The announcement was made by Prime Minister Abiy Ahmed at the Finance Forward Ethiopia 2026 conference. Ethiopian Investment Holdings (EIH) will oversee domestic currency production, signifying a profound strategic shift that will bring the foundational architecture of money, assets, and national wealth under sovereign, public control. This move elevates Ethiopia into a small, strategic group of nations that print their own legal tender, a decisive step taken concurrently with the country’s radical reorganisation of state asset ownership and governance to directly harness them for national development.

 

READ ALSO: Ethiopia Begins Construction of Africa’s Largest Airport in $12.5 Billion Project

 

For years, Ethiopia, like many African nations, has relied on foreign firms to print its currency, a vulnerability that exposes it to supply chain risks, geopolitical pressure, and a drain on its foreign exchange reserves, while limiting its control over the security of its money.
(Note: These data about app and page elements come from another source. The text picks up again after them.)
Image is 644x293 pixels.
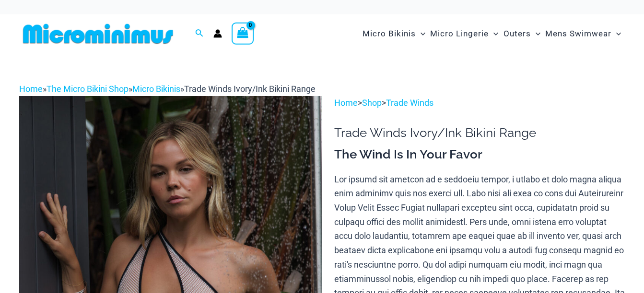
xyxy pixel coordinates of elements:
[20,84,316,94] span: » » »
[542,20,623,48] a: Mens SwimwearMenu ToggleMenu Toggle
[334,96,624,110] p: > >
[545,21,611,46] span: Mens Swimwear
[213,29,222,37] a: Account icon link
[20,84,43,94] a: Home
[20,23,177,45] img: MM SHOP LOGO FLAT
[531,21,541,46] span: Menu Toggle
[501,20,542,48] a: OutersMenu ToggleMenu Toggle
[360,20,427,48] a: Micro BikinisMenu ToggleMenu Toggle
[503,21,531,46] span: Outers
[416,21,425,46] span: Menu Toggle
[132,84,180,94] a: Micro Bikinis
[430,21,489,46] span: Micro Lingerie
[334,98,358,108] a: Home
[611,21,621,46] span: Menu Toggle
[489,21,498,46] span: Menu Toggle
[362,98,382,108] a: Shop
[386,98,433,108] a: Trade Winds
[427,20,500,48] a: Micro LingerieMenu ToggleMenu Toggle
[359,18,624,50] nav: Site Navigation
[232,22,253,45] a: View Shopping Cart, empty
[362,21,416,46] span: Micro Bikinis
[195,28,203,40] a: Search icon link
[46,84,128,94] a: The Micro Bikini Shop
[334,146,624,163] h3: The Wind Is In Your Favor
[184,84,316,94] span: Trade Winds Ivory/Ink Bikini Range
[334,126,624,140] h1: Trade Winds Ivory/Ink Bikini Range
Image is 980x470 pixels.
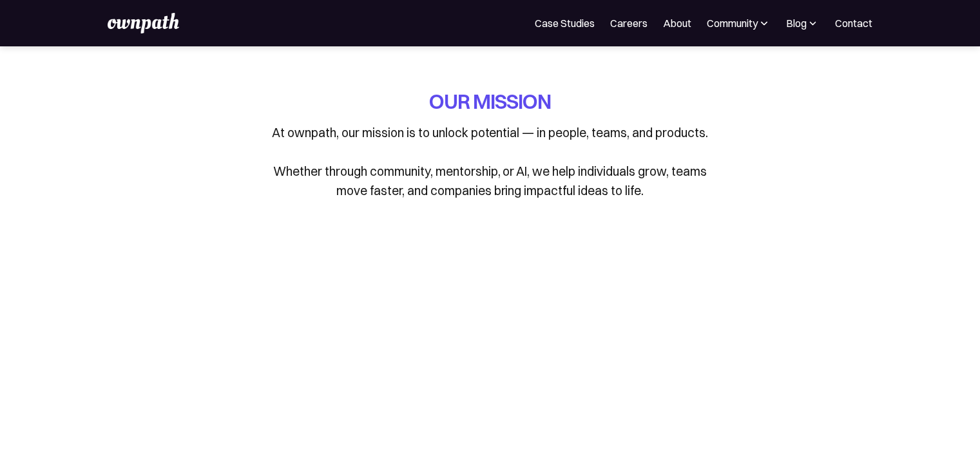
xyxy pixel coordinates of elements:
a: Contact [835,16,873,31]
a: About [663,16,691,31]
a: Careers [610,16,647,31]
p: At ownpath, our mission is to unlock potential — in people, teams, and products. Whether through ... [265,123,716,200]
div: Community [707,16,771,31]
div: Blog [786,16,819,31]
div: Blog [786,16,807,31]
a: Case Studies [535,16,595,31]
h1: OUR MISSION [429,88,551,115]
div: Community [707,16,758,31]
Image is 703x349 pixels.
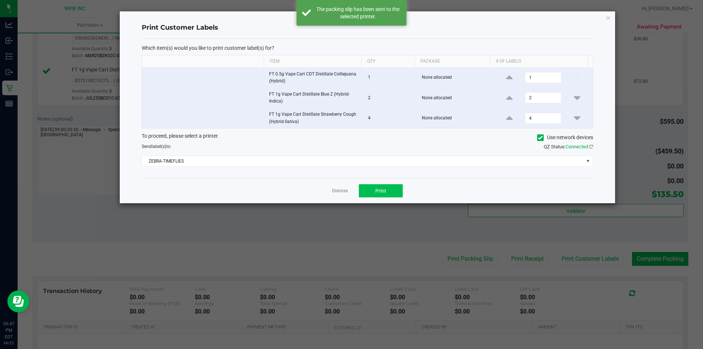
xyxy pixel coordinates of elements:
th: Package [414,55,490,68]
td: FT 1g Vape Cart Distillate Blue Z (Hybrid-Indica) [265,88,363,108]
td: 2 [363,88,417,108]
span: Connected [565,144,588,149]
th: Item [263,55,361,68]
a: Dismiss [332,188,348,194]
td: 4 [363,108,417,128]
td: FT 0.5g Vape Cart CDT Distillate Colliejuana (Hybrid) [265,68,363,88]
span: label(s) [152,144,166,149]
span: Send to: [142,144,171,149]
span: ZEBRA-TIMEFLIES [142,156,583,166]
th: # of labels [490,55,587,68]
div: To proceed, please select a printer. [136,132,598,143]
th: Qty [361,55,414,68]
div: The packing slip has been sent to the selected printer. [315,5,401,20]
td: None allocated [417,68,494,88]
iframe: Resource center [7,290,29,312]
p: Which item(s) would you like to print customer label(s) for? [142,45,593,51]
span: QZ Status: [543,144,593,149]
td: None allocated [417,88,494,108]
span: Print [375,188,386,194]
button: Print [359,184,403,197]
label: Use network devices [537,134,593,141]
td: 1 [363,68,417,88]
td: FT 1g Vape Cart Distillate Strawberry Cough (Hybrid-Sativa) [265,108,363,128]
h4: Print Customer Labels [142,23,593,33]
td: None allocated [417,108,494,128]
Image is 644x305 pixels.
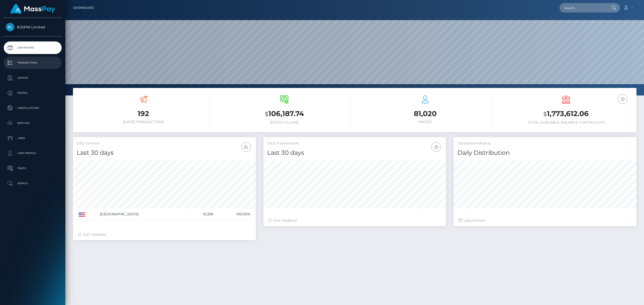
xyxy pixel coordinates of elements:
[217,121,351,125] h6: [DATE] Volume
[4,147,61,160] a: User Profile
[480,141,491,145] mh: Status
[4,132,61,144] a: Links
[267,141,442,146] h5: Total Transactions
[217,109,351,119] h3: 106,187.74
[6,104,60,112] p: Cancellations
[73,3,94,13] a: Dashboard
[4,87,61,99] a: Payees
[6,120,60,127] p: Batches
[543,111,547,117] small: $
[4,57,61,69] a: Transactions
[79,213,85,217] img: US.png
[4,72,61,84] a: Ledger
[78,232,251,237] div: Just Updated
[458,218,632,223] div: Last hours
[6,23,15,31] img: B2SPIN Limited
[499,121,633,125] h6: Total Available Balance for Payouts
[4,42,61,54] a: Dashboard
[98,208,185,220] td: [GEOGRAPHIC_DATA]
[215,208,252,220] td: 100.00%
[6,150,60,157] p: User Profile
[6,135,60,142] p: Links
[6,89,60,97] p: Payees
[4,25,61,30] span: B2SPIN Limited
[4,117,61,129] a: Batches
[4,102,61,114] a: Cancellations
[76,109,210,118] h3: 192
[76,141,252,146] h5: USD Volume
[457,141,633,146] h5: Transactions
[6,165,60,172] p: Taxes
[6,180,60,187] p: Search
[6,44,60,51] p: Dashboard
[4,177,61,190] a: Search
[267,149,442,157] h4: Last 30 days
[186,208,215,220] td: 10,396
[6,59,60,67] p: Transactions
[358,120,492,124] h6: Payees
[76,149,252,157] h4: Last 30 days
[268,218,441,223] div: Just Updated
[499,109,633,119] h3: 1,773,612.06
[358,109,492,118] h3: 81,020
[4,162,61,175] a: Taxes
[265,111,268,117] small: $
[559,3,607,12] input: Search...
[6,74,60,82] p: Ledger
[10,4,55,14] img: MassPay Logo
[76,120,210,124] h6: [DATE] Transactions
[471,218,475,222] span: 24
[457,149,633,157] h4: Daily Distribution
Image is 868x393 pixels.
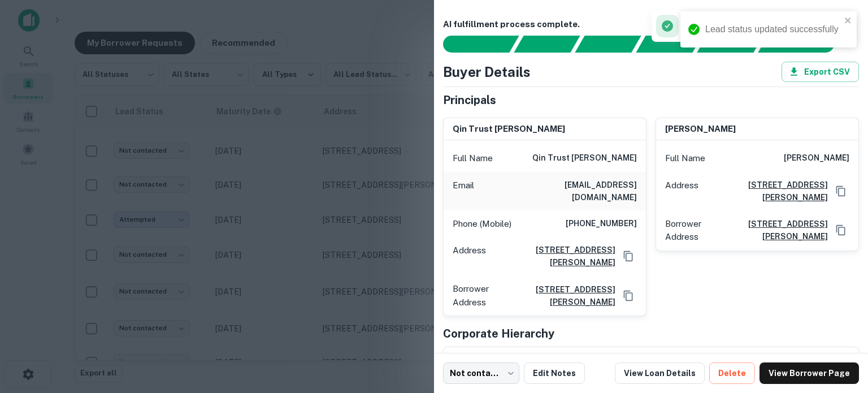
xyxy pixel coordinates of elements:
p: Address [665,179,698,203]
h6: [EMAIL_ADDRESS][DOMAIN_NAME] [501,179,637,203]
div: Lead status updated successfully [705,22,840,36]
h6: [PERSON_NAME] [665,123,736,136]
h6: [PHONE_NUMBER] [565,217,637,230]
p: Phone (Mobile) [452,217,511,230]
p: Email [452,179,474,203]
p: Full Name [665,152,705,165]
div: Documents found, AI parsing details... [574,36,641,52]
h5: Corporate Hierarchy [443,325,554,342]
h6: AI fulfillment process complete. [443,18,859,31]
button: Copy Address [832,222,849,239]
h6: qin trust [PERSON_NAME] [452,123,565,136]
div: Sending borrower request to AI... [429,36,514,52]
button: Edit Notes [524,362,585,384]
p: Address [452,244,486,269]
a: [STREET_ADDRESS][PERSON_NAME] [703,179,828,203]
h6: [PERSON_NAME] [783,152,849,165]
p: Borrower Address [665,217,717,244]
h4: Buyer Details [443,62,531,82]
a: [STREET_ADDRESS][PERSON_NAME] [509,284,615,308]
button: close [844,16,852,27]
div: Principals found, AI now looking for contact information... [635,36,702,52]
a: View Borrower Page [759,362,859,384]
a: View Loan Details [615,362,705,384]
h5: Principals [443,92,496,108]
div: Your request is received and processing... [513,36,580,52]
p: Borrower Address [452,282,504,309]
button: Copy Address [620,248,637,264]
h6: qin trust [PERSON_NAME] [532,152,637,165]
p: Full Name [452,152,493,165]
a: [STREET_ADDRESS][PERSON_NAME] [721,218,828,243]
div: Not contacted [443,362,519,384]
button: Copy Address [832,183,849,199]
div: Lead status updated successfully [656,15,827,37]
button: Export CSV [781,62,859,82]
button: Delete [709,362,755,384]
iframe: Chat Widget [811,303,868,357]
button: Copy Address [620,288,637,304]
a: [STREET_ADDRESS][PERSON_NAME] [490,244,615,269]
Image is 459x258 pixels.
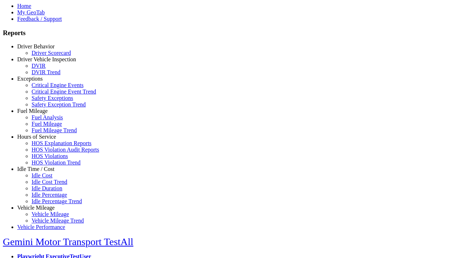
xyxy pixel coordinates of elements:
a: Idle Percentage Trend [32,198,82,205]
a: Idle Cost [32,173,52,179]
a: Idle Duration [32,186,62,192]
a: Critical Engine Event Trend [32,89,96,95]
a: HOS Violation Trend [32,160,81,166]
a: Driver Scorecard [32,50,71,56]
a: Fuel Mileage [32,121,62,127]
a: Driver Vehicle Inspection [17,56,76,62]
a: Vehicle Mileage Trend [32,218,84,224]
a: Fuel Mileage Trend [32,127,77,134]
a: Vehicle Mileage [32,211,69,217]
a: Vehicle Performance [17,224,65,230]
a: HOS Violations [32,153,68,159]
h3: Reports [3,29,456,37]
a: HOS Violation Audit Reports [32,147,99,153]
a: DVIR Trend [32,69,60,75]
a: DVIR [32,63,46,69]
a: Vehicle Mileage [17,205,55,211]
a: Home [17,3,31,9]
a: Safety Exception Trend [32,102,86,108]
a: Idle Cost Trend [32,179,67,185]
a: Idle Time / Cost [17,166,55,172]
a: Driver Behavior [17,43,55,50]
a: Fuel Analysis [32,114,63,121]
a: Idle Percentage [32,192,67,198]
a: Hours of Service [17,134,56,140]
a: Safety Exceptions [32,95,73,101]
a: My GeoTab [17,9,45,15]
a: HOS Explanation Reports [32,140,92,146]
a: Feedback / Support [17,16,62,22]
a: Gemini Motor Transport TestAll [3,237,134,248]
a: Critical Engine Events [32,82,84,88]
a: Exceptions [17,76,43,82]
a: Fuel Mileage [17,108,48,114]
This dependency is especially critical as the Ethiopian Birr faces severe strain from recent reforms and sharp depreciation, making the localisation of currency production a strategic necessity not a symbolic gesture to reduce external reliance, regain control over monetary supply and security features, lower long-term costs, and shield the currency from external leverage, thereby serving as a foundational step in rebuilding institutional trust in the national currency.

 

The strategic choice to place domestic currency production under Ethiopian Investment Holdings (EIH) is deliberate, as EIH established in December 2021 as the nation’s sovereign investment arm was specifically created to address the systemic issue of poor governance and underperformance in Ethiopia’s sprawling state-owned sector by consolidating over 40 major public commercial assets, including Ethiopian Airlines, Ethio Telecom, and the Commercial Bank of Ethiopia, under a modern, transparent corporate framework to maximise their value for national development.

 

With assets under management valued at approximately $140–150 billion, Ethiopian Investment Holdings (EIH) manages a portfolio of over 40 state-owned enterprises across key sectors, having driven a dramatic revenue surge from 704 billion to 6.1 trillion birr in four years and achieving a pre-tax profit of 262.7 billion birr in FY 2024/25, backed by substantial foreign exchange reserves of $48.7 billion and employing around 250,000 people, which currently contributes roughly 12% to Ethiopia’s GDP with a strategic target of reaching 20% by 2030.

 

If achieved, that 20% target would place EIH among the most economically influential sovereign investment institutions globally, not just in Africa.

 

Ethiopia’s significant macroeconomic scale, with a nominal GDP between $109–121 billion in 2025, a robust growth rate of 6.5–7.5% driven by its services, industrial, and agricultural sectors, and a population exceeding 120 million, provides the critical mass that makes the substantial initial investment in domestic currency production economically justifiable, as the high fixed costs can be amortized across the vast volume of currency required for such a large economy, thereby reducing the per-unit cost over time compared to the ongoing expense of outsourcing production to foreign firms.

 

Within Africa, the capacity to print currency is a rare sovereign capability, with only 9–12 nations, including Nigeria and South Africa, possessing it. The majority of the continent’s 54 countries remain dependent on printing firms in Europe, a lingering post-colonial financial reliance that Ethiopia’s new initiative now deliberately breaks from.

 

This move is part of a fundamental institutional transformation within Ethiopia, spearheaded by the strategic sovereign fund, Ethiopian Investment Holdings (EIH). EIH was created to reform a landscape of fragmented, inefficient state-owned enterprises by imposing modern corporate governance and commercial discipline, making currency printing a logical extension of its mandate to build strategic, durable national assets.

 

The currency effort is strategically supported by a trio of complementary infrastructure projects: existing security printing expertise via a joint venture for passports, a new domestic gold refinery to preserve national wealth, and the development of domestic capital markets through the Ethiopian Securities Exchange. This integrated approach aims to build a more self-reliant and robust financial architecture.

 

Ultimately, localising currency production is a profound statement of sovereignty, signalling Ethiopia’s intent to mature its state capacity and manage national wealth over the long term. While challenges like high capital costs and execution risks remain, successfully controlling the creation of money is a foundational step toward greater economic self-determination, representing the real, strategic value beyond the banknotes themselves.